For the longer term, however, she is also open – unlike many social entrepreneurs, who are loath to relinquish control of their creations – to becoming a part of something larger, wealthier and older.
“Maybe it doesn’t make sense for us to be a stand-alone organization,” she said. “It takes time to have integrity, to be thoughtful … so that’s really my struggle right now, to buy that time.”
Leaders in the Jewish nonprofit field are pushing the concept of such combinations, but they are extremely difficult to create, Bisman said. Secure organizations don’t feel the need, and struggling ones don’t want to feel swallowed up.
Making matches between new and established nonprofits is usually a challenge, said John MacIntosh, a partner at SeaChange Capital Partners, which provides investment banking services like mergers and acquisitions consulting to nonprofits. That’s why in February, SeaChange started a fund – the New York City Merger, Acquisition and Collaboration Fund – that helps organizations considering a combination by covering the related costs: lease-breaking, severance, IT integration.
Laichter is currently in talks with a prominent organization she thinks would be a great home for the JMC, but declined to reveal the name due to the early stage of the discussions.
In the meantime, she is hashing out the details of a membership system in which the meditators pay for their center themselves.

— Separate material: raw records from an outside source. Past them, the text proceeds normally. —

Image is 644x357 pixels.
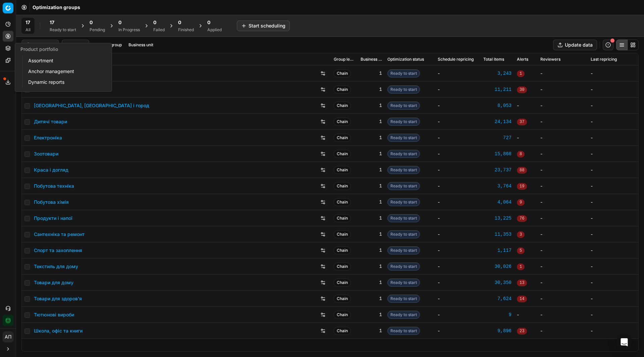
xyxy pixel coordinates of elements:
span: Ready to start [388,311,420,319]
td: - [588,98,638,114]
span: Chain [334,295,351,303]
span: 8 [517,151,525,158]
td: - [538,81,588,98]
td: - [538,130,588,146]
td: - [514,98,538,114]
div: 30,026 [483,263,512,270]
span: Ready to start [388,86,420,94]
a: 11,353 [483,231,512,238]
span: Group level [334,57,355,62]
span: Ready to start [388,166,420,174]
a: Дитячі товари [34,119,67,125]
td: - [588,178,638,194]
td: - [538,114,588,130]
a: Anchor management [26,67,104,76]
div: 727 [483,134,512,141]
span: 19 [517,183,527,190]
a: 11,211 [483,86,512,93]
td: - [538,226,588,242]
button: Product group [92,41,124,49]
span: 0 [153,19,156,26]
a: Текстиль для дому [34,263,78,270]
span: Ready to start [388,247,420,255]
span: Chain [334,214,351,222]
td: - [538,98,588,114]
span: Chain [334,311,351,319]
span: Business unit [361,57,382,62]
a: 9,896 [483,327,512,334]
span: 23 [517,328,527,335]
button: Filter [62,40,89,50]
div: 1 [361,327,382,334]
a: Продукти і напої [34,215,72,222]
span: Ready to start [388,101,420,109]
td: - [435,194,481,210]
a: 24,134 [483,119,512,125]
div: Open Intercom Messenger [616,334,633,350]
td: - [435,307,481,323]
span: Chain [334,182,351,190]
td: - [538,210,588,226]
div: 30,350 [483,279,512,286]
span: Ready to start [388,198,420,206]
div: In Progress [119,27,140,32]
span: Schedule repricing [438,57,474,62]
td: - [435,162,481,178]
div: 1 [361,247,382,254]
a: Школа, офіс та книги [34,327,82,334]
div: 1 [361,102,382,109]
td: - [435,226,481,242]
a: 4,064 [483,199,512,206]
div: Finished [178,27,194,32]
a: 1,117 [483,247,512,254]
a: Побутова техніка [34,183,74,189]
span: 0 [178,19,181,26]
span: Last repricing [591,57,617,62]
span: Chain [334,327,351,335]
div: 1 [361,167,382,173]
td: - [435,98,481,114]
td: - [588,242,638,258]
span: 0 [119,19,121,26]
div: Failed [153,27,165,32]
span: Chain [334,101,351,109]
div: 8,053 [483,102,512,109]
a: Електроніка [34,134,62,141]
td: - [538,162,588,178]
div: 1 [361,311,382,318]
a: Товари для здоров'я [34,296,82,302]
span: Optimization status [388,57,424,62]
td: - [435,81,481,98]
span: Total items [483,57,504,62]
td: - [538,65,588,81]
div: 7,624 [483,296,512,302]
a: Сантехніка та ремонт [34,231,85,238]
div: 1 [361,134,382,141]
span: 76 [517,215,527,222]
input: Search [34,41,55,48]
span: Chain [334,166,351,174]
div: All [26,27,30,32]
a: 9 [483,311,512,318]
span: 5 [517,248,525,254]
button: АП [3,332,13,342]
div: 1 [361,215,382,222]
div: 23,737 [483,167,512,173]
span: 30 [517,87,527,93]
a: Assortment [26,56,104,65]
td: - [588,210,638,226]
td: - [435,210,481,226]
td: - [435,291,481,307]
span: 13 [517,279,527,287]
span: Reviewers [541,57,561,62]
a: Товари для дому [34,279,73,286]
a: Побутова хімія [34,199,69,206]
span: 9 [517,199,525,206]
td: - [538,307,588,323]
span: АП [3,332,13,342]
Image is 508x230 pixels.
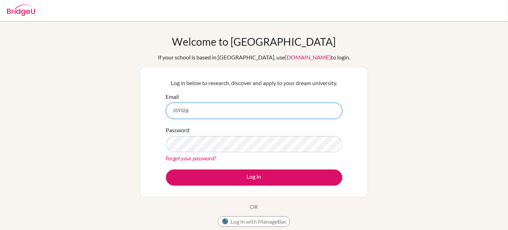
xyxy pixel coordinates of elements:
p: Log in below to research, discover and apply to your dream university. [166,79,343,87]
button: Log in with ManageBac [218,216,290,226]
p: OR [250,202,258,211]
h1: Welcome to [GEOGRAPHIC_DATA] [172,35,336,48]
img: Bridge-U [7,5,35,16]
a: Forgot your password? [166,154,217,161]
label: Email [166,92,179,101]
a: [DOMAIN_NAME] [285,54,331,60]
button: Log in [166,169,343,185]
label: Password [166,126,190,134]
div: If your school is based in [GEOGRAPHIC_DATA], use to login. [158,53,350,61]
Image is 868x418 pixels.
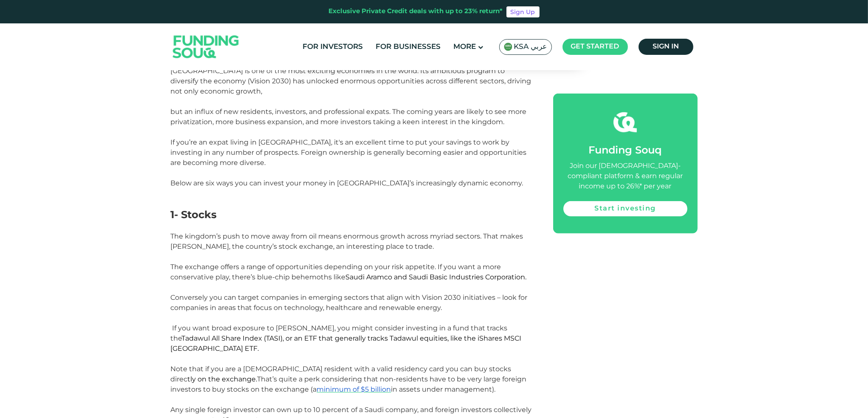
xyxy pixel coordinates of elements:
span: Get started [571,43,620,50]
a: minimum of $5 billion [317,385,391,393]
span: tly on the exchange. [188,375,257,383]
span: [GEOGRAPHIC_DATA] is one of the most exciting economies in the world. Its ambitious program to di... [171,67,532,125]
span: Funding Souq [589,145,662,155]
span: The kingdom’s push to move away from oil means enormous growth across myriad sectors. That makes ... [171,232,527,311]
div: Join our [DEMOGRAPHIC_DATA]-compliant platform & earn regular income up to 26%* per year [564,161,687,191]
a: Sign Up [507,6,540,17]
span: Sign in [653,43,679,50]
span: Note that if you are a [DEMOGRAPHIC_DATA] resident with a valid residency card you can buy stocks... [171,365,527,393]
div: Exclusive Private Credit deals with up to 23% return* [329,7,503,16]
img: SA Flag [504,42,513,51]
span: If you’re an expat living in [GEOGRAPHIC_DATA], it's an excellent time to put your savings to wor... [171,138,527,187]
a: For Businesses [374,40,443,54]
a: For Investors [301,40,366,54]
span: Saudi Aramco and Saudi Basic Industries Corporation. [346,273,527,281]
img: Logo [164,25,247,69]
span: KSA عربي [514,42,547,51]
img: fsicon [614,110,637,134]
span: Tadawul All Share Index (TASI), or an ETF that generally tracks Tadawul equities, like the iShare... [171,334,522,352]
span: 1- Stocks [171,209,217,220]
span: If you want broad exposure to [PERSON_NAME], you might consider investing in a fund that tracks the [171,324,522,352]
a: Start investing [564,201,687,217]
span: More [454,43,477,51]
a: Sign in [639,39,694,55]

But she knows implementing a model won’t be easy, and isn’t even sure she wants to call it “membership.”
“We’ll have to think carefully about how to make membership matter for the people who come to the JMC,” said Tara Weishaüpl, 33, a JMC board member and a manager at American Express. “They don’t choose membership in traditional Jewish institutions like synagogues.”
This article first appeared in The New York Jewish Week.